Stored data entries

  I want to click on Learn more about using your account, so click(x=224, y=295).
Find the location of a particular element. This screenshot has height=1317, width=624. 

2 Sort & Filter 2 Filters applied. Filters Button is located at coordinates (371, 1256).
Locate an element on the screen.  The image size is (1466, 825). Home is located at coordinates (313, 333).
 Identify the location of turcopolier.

...

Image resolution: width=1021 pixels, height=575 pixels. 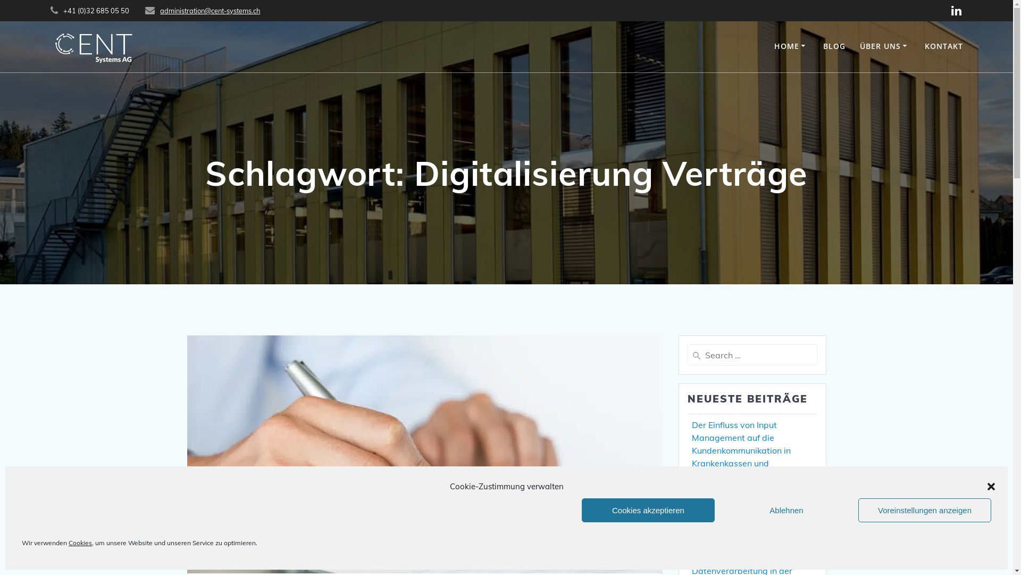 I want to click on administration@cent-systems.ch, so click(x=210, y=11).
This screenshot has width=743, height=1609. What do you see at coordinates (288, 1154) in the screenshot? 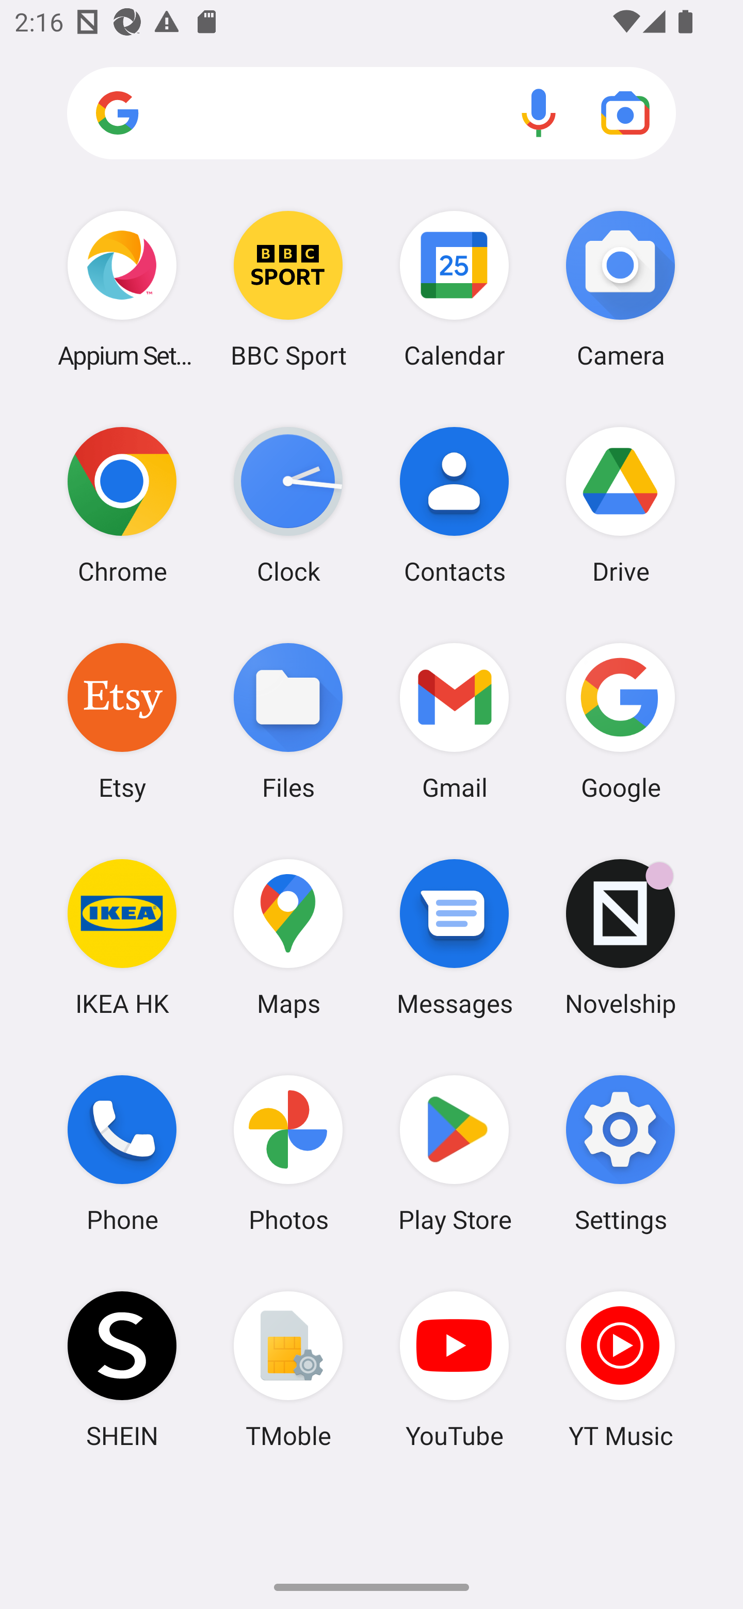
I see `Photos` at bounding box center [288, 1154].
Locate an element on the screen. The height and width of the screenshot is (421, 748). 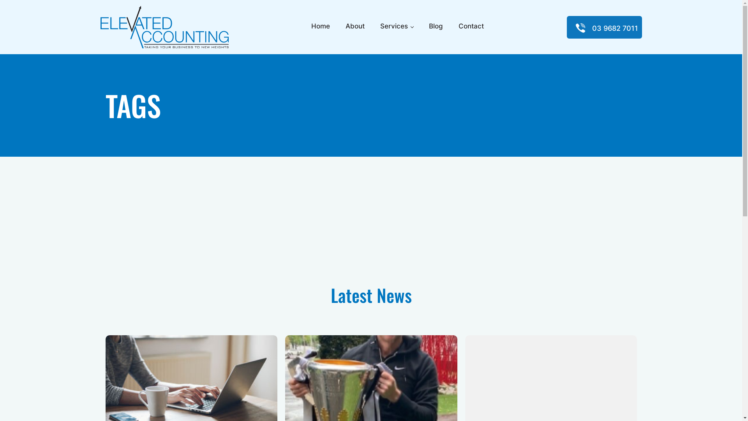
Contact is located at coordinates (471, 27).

→ **Try it**
The answer is the lines above between the line holding "Find the location" and the line holding "Identify the location of turcopolier.", inclusive, each written out exactly, and no others.

→ **Task solution**
Find the location of a particular element. This screenshot has height=1317, width=624. 

2 Sort & Filter 2 Filters applied. Filters Button is located at coordinates (371, 1256).
Locate an element on the screen.  The image size is (1466, 825). Home is located at coordinates (313, 333).
 Identify the location of turcopolier.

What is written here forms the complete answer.